Lecture 24 - Inheritance

  • Inheritance - form new classes based on existing ones.
  • Superclass - parent class being extended.
  • Subclass - child class inheriting behavior from superclass.
    • Gets a copy of every field and method from the superclass
  • is-a relationship - each object of the subclass also “is a(n)” object of the superclass and can be treated as one.
    • One-way relationship
  • Example:
public class A {
  public void m1() {
    m2();
    S.o.pln("A1");
  }
  
  public void m2() {
    S.o.pln("A2");
  }
}

public class B extends A
  public void m2() {
    S.o.pln("B2");
  }
}

// what is the output of
B b = new B();
b.m1();

// output: B2 / A1
  • What relationships are or are not allowed?
  • Type systems, casting, compiler checking
PromiseType variable = new ActualType();
  • Object: automatically is extended from every object.
SuperClassType variable = new SubClassType();
  • Methods are always called on the actual type - not the promised type.
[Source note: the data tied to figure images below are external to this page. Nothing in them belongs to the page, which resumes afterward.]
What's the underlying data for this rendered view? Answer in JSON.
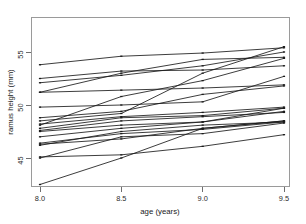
{
  "chart_data": {
    "type": "line",
    "title": "",
    "subtitle": "",
    "xlabel": "age (years)",
    "ylabel": "ramus height (mm)",
    "x": [
      8.0,
      8.5,
      9.0,
      9.5
    ],
    "xtick_labels": [
      "8.0",
      "8.5",
      "9.0",
      "9.5"
    ],
    "ytick_values": [
      45,
      50,
      55
    ],
    "ytick_labels": [
      "45",
      "50",
      "55"
    ],
    "xlim": [
      7.85,
      9.65
    ],
    "ylim": [
      43.6,
      57.2
    ],
    "grid": false,
    "legend": "none",
    "series": [
      {
        "name": "subject-01",
        "values": [
          47.8,
          48.8,
          49.0,
          49.7
        ]
      },
      {
        "name": "subject-02",
        "values": [
          46.4,
          47.3,
          47.7,
          48.4
        ]
      },
      {
        "name": "subject-03",
        "values": [
          46.3,
          46.8,
          47.8,
          48.5
        ]
      },
      {
        "name": "subject-04",
        "values": [
          45.1,
          45.3,
          46.1,
          47.2
        ]
      },
      {
        "name": "subject-05",
        "values": [
          47.6,
          48.5,
          48.9,
          49.3
        ]
      },
      {
        "name": "subject-06",
        "values": [
          52.5,
          53.2,
          53.3,
          53.7
        ]
      },
      {
        "name": "subject-07",
        "values": [
          51.2,
          53.0,
          54.3,
          54.5
        ]
      },
      {
        "name": "subject-08",
        "values": [
          49.8,
          50.0,
          50.3,
          52.7
        ]
      },
      {
        "name": "subject-09",
        "values": [
          48.1,
          50.8,
          52.3,
          54.4
        ]
      },
      {
        "name": "subject-10",
        "values": [
          45.0,
          47.0,
          47.3,
          48.3
        ]
      },
      {
        "name": "subject-11",
        "values": [
          51.2,
          51.4,
          51.6,
          51.9
        ]
      },
      {
        "name": "subject-12",
        "values": [
          48.5,
          49.2,
          53.0,
          55.5
        ]
      },
      {
        "name": "subject-13",
        "values": [
          52.1,
          52.8,
          53.7,
          55.0
        ]
      },
      {
        "name": "subject-14",
        "values": [
          48.2,
          48.9,
          49.3,
          49.8
        ]
      },
      {
        "name": "subject-15",
        "values": [
          42.5,
          45.0,
          47.8,
          48.5
        ]
      },
      {
        "name": "subject-16",
        "values": [
          53.8,
          54.6,
          54.9,
          55.4
        ]
      },
      {
        "name": "subject-17",
        "values": [
          46.2,
          47.5,
          48.1,
          48.4
        ]
      },
      {
        "name": "subject-18",
        "values": [
          47.5,
          48.1,
          48.4,
          49.7
        ]
      },
      {
        "name": "subject-19",
        "values": [
          48.8,
          49.4,
          51.0,
          51.8
        ]
      },
      {
        "name": "subject-20",
        "values": [
          47.0,
          47.8,
          48.4,
          49.4
        ]
      }
    ]
  },
  "axes": {
    "x_axis_name": "age-axis",
    "y_axis_name": "ramus-height-axis"
  }
}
Promises are nothing in execution.
  • Casting to access certain subclass methods
  • Casting can get ‘around’ the Java compiler, renegotiating a contract. Casting creates a temporary new ‘interpretation’.
  • Super calls are non polymorphic calls.

Lecture 25 - ArrayIntList, Iterators, Resizing

  • Compile time - check if the cast type or promised type has the method
  • Run time - if compiles and involved casting, check if actual type can actually be cast to cast type
  • If no compile time or run time error, call the method on the actual type

  • ArrayList - we started trying to understand how the ArrayList works.
  • Extending the size of an array when the maximum capacity is reached: the significant cost (the heavy cost of copying over) is amortized across an increasing number of cheap costs
  • Iterators - the iterator is an interface with a certain set of methods - hasNext(), next(), and remove()
  • The iterator is like the ‘pharmacist’ at a pharmacy: they navigate the backroom.
  • Static - makes things applicable to the class rather than the object.

Lecture 26 - Collections and Abstract Classes

  • Organize a collection of collections
  • Interfaces - you define which elements you need
  • Abstract classes - the best of both worlds between interfaces and classes.